Africa has the highest concentration of young people in the world. Nearly 300million people living in sub-Saharan Africa are aged between 10 and 24, and this number isn’t about to go down anytime soon as this age group is projected to nearly double to about 561 million.
With a large proportion of our country’s youth accounting for over 70% percent of the population, with Kenya having the largest rate of unemployed youth in East Africa, a lot needs to be done in boosting the prospects of young people. The need to look for more innovative solutions to the unemployment problem.
The formal job market creates only 50,000 jobs annually while the informal (Jua kali) sector is only able to produce 232,000 new jobs every year. This is against an entry ratio of 1.37 million new entrants into the labour market annually and many of those who are employed work in low paid, insecure jobs with little hope of advancement both in their careers and in what skills they get to acquire from these said jobs.
We need to invest more in our youth. In 2004 when the late Prof.

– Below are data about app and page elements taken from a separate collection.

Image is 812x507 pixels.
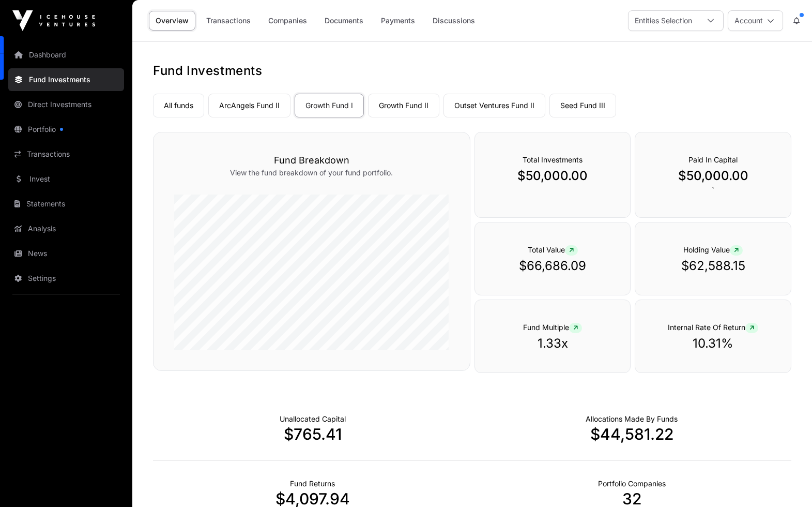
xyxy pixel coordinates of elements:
[12,11,95,31] img: Icehouse Ventures Logo
[8,217,124,240] a: Analysis
[598,478,665,489] p: Number of Companies Deployed Into
[522,155,583,164] span: Total Investments
[8,93,124,116] a: Direct Investments
[523,322,582,331] span: Fund Multiple
[496,335,610,352] p: 1.33x
[318,11,370,30] a: Documents
[426,11,482,30] a: Discussions
[656,335,770,352] p: 10.31%
[174,168,449,178] p: View the fund breakdown of your fund portfolio.
[295,93,364,117] a: Growth Fund I
[586,414,678,424] p: Capital Deployed Into Companies
[629,11,699,30] div: Entities Selection
[689,155,738,164] span: Paid In Capital
[8,168,124,190] a: Invest
[684,245,743,254] span: Holding Value
[760,457,812,507] iframe: Chat Widget
[444,93,545,117] a: Outset Ventures Fund II
[496,258,610,274] p: $66,686.09
[200,11,257,30] a: Transactions
[550,93,616,117] a: Seed Fund III
[174,153,449,168] h3: Fund Breakdown
[8,68,124,91] a: Fund Investments
[8,43,124,67] a: Dashboard
[728,11,783,31] button: Account
[656,168,770,184] p: $50,000.00
[153,62,792,79] h1: Fund Investments
[208,93,291,117] a: ArcAngels Fund II
[496,168,610,184] p: $50,000.00
[153,93,204,117] a: All funds
[8,118,124,141] a: Portfolio
[262,11,314,30] a: Companies
[8,242,124,265] a: News
[368,93,440,117] a: Growth Fund II
[472,425,792,443] p: $44,581.22
[635,132,792,217] div: `
[280,414,346,424] p: Cash not yet allocated
[8,143,124,166] a: Transactions
[149,11,196,30] a: Overview
[668,322,758,331] span: Internal Rate Of Return
[374,11,421,30] a: Payments
[528,245,578,254] span: Total Value
[8,266,124,290] a: Settings
[656,258,770,274] p: $62,588.15
[290,478,335,489] p: Realised Returns from Funds
[153,425,472,443] p: $765.41
[8,192,124,216] a: Statements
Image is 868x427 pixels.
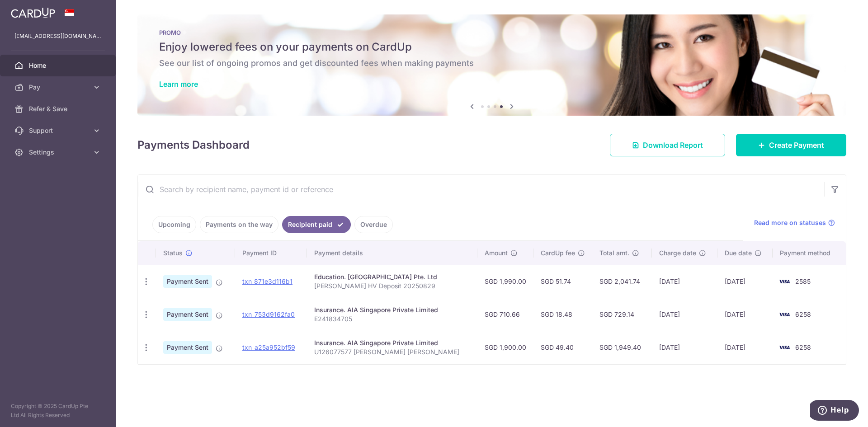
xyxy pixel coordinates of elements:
[533,297,592,330] td: SGD 18.48
[485,248,508,257] span: Amount
[795,277,811,285] span: 2585
[14,32,101,41] p: [EMAIL_ADDRESS][DOMAIN_NAME]
[163,275,212,288] span: Payment Sent
[652,330,717,363] td: [DATE]
[282,216,351,233] a: Recipient paid
[477,264,533,297] td: SGD 1,990.00
[754,218,835,227] a: Read more on statuses
[772,241,845,264] th: Payment method
[138,175,824,204] input: Search by recipient name, payment id or reference
[795,343,811,351] span: 6258
[533,330,592,363] td: SGD 49.40
[29,61,89,70] span: Home
[242,277,292,285] a: txn_871e3d116b1
[242,343,295,351] a: txn_a25a952bf59
[775,276,793,287] img: Bank Card
[163,308,212,321] span: Payment Sent
[29,148,89,157] span: Settings
[29,126,89,135] span: Support
[652,264,717,297] td: [DATE]
[592,264,652,297] td: SGD 2,041.74
[354,216,393,233] a: Overdue
[159,58,825,69] h6: See our list of ongoing promos and get discounted fees when making payments
[541,248,575,257] span: CardUp fee
[163,248,182,257] span: Status
[717,297,772,330] td: [DATE]
[599,248,629,257] span: Total amt.
[775,309,793,320] img: Bank Card
[29,83,89,91] span: Pay
[724,248,752,257] span: Due date
[235,241,307,264] th: Payment ID
[477,330,533,363] td: SGD 1,900.00
[795,310,811,318] span: 6258
[717,264,772,297] td: [DATE]
[610,134,725,156] a: Download Report
[477,297,533,330] td: SGD 710.66
[200,216,279,233] a: Payments on the way
[533,264,592,297] td: SGD 51.74
[775,342,793,353] img: Bank Card
[152,216,196,233] a: Upcoming
[159,40,825,54] h5: Enjoy lowered fees on your payments on CardUp
[307,241,477,264] th: Payment details
[652,297,717,330] td: [DATE]
[137,137,250,153] h4: Payments Dashboard
[314,347,470,356] p: U126077577 [PERSON_NAME] [PERSON_NAME]
[717,330,772,363] td: [DATE]
[29,104,89,113] span: Refer & Save
[736,134,846,156] a: Create Payment
[314,305,470,314] div: Insurance. AIA Singapore Private Limited
[159,79,198,89] a: Learn more
[643,139,703,150] span: Download Report
[314,281,470,290] p: [PERSON_NAME] HV Deposit 20250829
[314,314,470,323] p: E241834705
[810,400,859,422] iframe: Opens a widget where you can find more information
[314,273,470,281] div: Education. [GEOGRAPHIC_DATA] Pte. Ltd
[592,297,652,330] td: SGD 729.14
[314,338,470,347] div: Insurance. AIA Singapore Private Limited
[769,139,824,150] span: Create Payment
[592,330,652,363] td: SGD 1,949.40
[11,7,55,18] img: CardUp
[137,14,846,116] img: Latest Promos banner
[242,310,295,318] a: txn_753d9162fa0
[159,29,825,36] p: PROMO
[659,248,696,257] span: Charge date
[754,218,826,227] span: Read more on statuses
[163,341,212,354] span: Payment Sent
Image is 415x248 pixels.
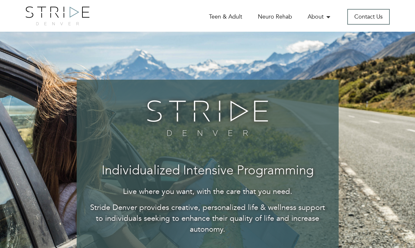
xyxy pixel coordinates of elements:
p: Stride Denver provides creative, personalized life & wellness support to individuals seeking to e... [89,202,326,235]
img: logo.png [26,6,89,25]
h3: Individualized Intensive Programming [89,164,326,178]
img: banner-logo.png [143,96,272,140]
a: Teen & Adult [209,13,242,21]
a: About [308,13,332,21]
p: Live where you want, with the care that you need. [89,186,326,197]
a: Contact Us [347,9,390,25]
a: Neuro Rehab [258,13,292,21]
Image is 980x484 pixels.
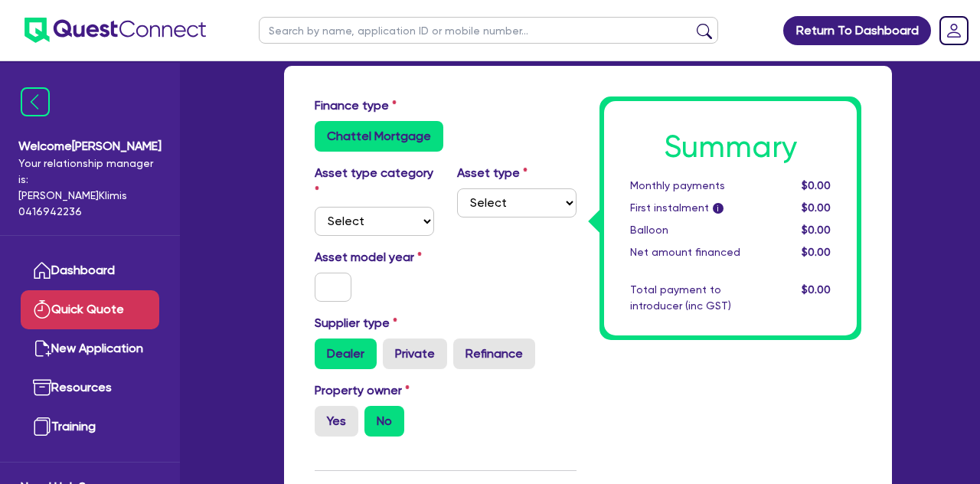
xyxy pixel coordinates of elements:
[618,177,768,194] div: Monthly payments
[314,97,397,115] label: Finance type
[21,251,159,290] a: Dashboard
[21,407,159,446] a: Training
[259,17,718,44] input: Search by name, application ID or mobile number...
[802,224,831,236] span: $0.00
[21,87,50,117] img: icon-menu-close
[802,179,831,191] span: $0.00
[934,11,974,51] a: Dropdown toggle
[364,406,404,436] label: No
[21,329,159,368] a: New Application
[314,121,443,152] label: Chattel Mortgage
[802,201,831,213] span: $0.00
[713,203,724,213] span: i
[33,417,51,436] img: training
[25,18,206,43] img: quest-connect-logo-blue
[33,339,51,357] img: new-application
[618,200,768,216] div: First instalment
[314,164,434,200] label: Asset type category
[303,248,445,266] label: Asset model year
[33,378,51,397] img: resources
[21,290,159,329] a: Quick Quote
[33,300,51,319] img: quick-quote
[314,406,358,436] label: Yes
[314,381,409,400] label: Property owner
[618,282,768,314] div: Total payment to introducer (inc GST)
[453,338,535,369] label: Refinance
[383,338,447,369] label: Private
[457,164,528,182] label: Asset type
[314,314,397,332] label: Supplier type
[802,284,831,296] span: $0.00
[21,368,159,407] a: Resources
[783,16,931,45] a: Return To Dashboard
[630,128,831,165] h1: Summary
[802,246,831,258] span: $0.00
[18,137,162,155] span: Welcome [PERSON_NAME]
[618,222,768,238] div: Balloon
[314,338,377,369] label: Dealer
[618,244,768,260] div: Net amount financed
[18,155,162,219] span: Your relationship manager is: [PERSON_NAME] Klimis 0416942236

Wangari Maathai delivered her Nobel lecture after receiving the Nobel peace prize, she said, “People have been persuaded to believe that because they are poor, they lack not only capital, but also knowledge and skills to address their challenges.
Why do we need to do this?
- We have the power to increase economic development by leveraging the talent, energy and increasingly new ideas and projects that the youth keep coming up with in order to create higher levels of overall development, financial growth and also to dramatically reduce the levels of unemployment. Young people have the right potential to run their own businesses, we just need to equip them with the right set of technical, financial and managerial skills to do so.
- Our country’s future will slowly sink unless we find ways of creating our own jobs. By harnessing the different and unique abilities and skills that we all have, the potential that we have in improving our own lives and those of the ones around us is enormous. We are still young, full of raw untapped energy and ideas bursting at the seams.
- Our educational system teaches students how to be good employees, not good employers. In return you have graduates who are neither properly equipped for their entry into the job market nor possess the necessary skills to be able to live in the outside world. All we got is an exodus of young people with degrees in their brown envelopes and an enormous HELB account to repay; and these same young people will be forced to tarmac for jobs, any kind of jobs, so as to at least get money that they can survive on, not live on. We should be putting up systems where students are able to discover their full potential, where they can learn about financial literacy, where they can learn how to create jobs instead of depending on getting one.
- Youth employment remains a barrier to the continent’s development and in order to harness and increase a country’s gross domestic product (GDP) the right policies and projects have to be put in place in order to turn a country’s unemployed youth into a population of economically productive adults. We need to invest more in the youth making a move from the informal sector into the SME sector and agricultural activities. Agriculture is the backbone of our country’s economy. There are numerous opportunities that lie in the agricultural sector yet the youth shy away from them while agriculture can provide them with a viable way to harvest success and grow a sustainable future.
Although the government and other stakeholders tend to put more focus on unemployment, there should be a greater effort to address market challenges that encompass remedies for unproductivity and poor quality jobs as well.

The KCB Group today launched a project dubbed “2Jiajiri” that seeks to help local youth to materialize their micro-entrepreneurship projects and transform them into small and medium scale employers in their own right. The result is a win-win situation where all stakeholders will benefit from the increased rate of wealth creation within this under-served constituency. A total of Kshs 10 billion has also been set aside every year for the next 5 years for the actualization of the #2Jiajiri program.
The KCB Foundation will also endeavor to complement the efforts of the Government of Kenya in catalyzing employment and wealth creation among the youth through their efforts in equipping the youth with the technical and managerial skills required to run an enterprise and also by tackling the issue of resource limitations specifically access to start up and working capital.
The objective of the project will be to provide 10,000 beneficiaries annually with the vocational and enterprise development skills necessary to drive employment and wealth creation in selected sectors inter alia; agricultural enterprise, automotive engineering, construction, beauty and domestic services. One of the most critical skills that this programme intends to impart to the youth is how to access, participate in and grow their enterprises through the public procurement system.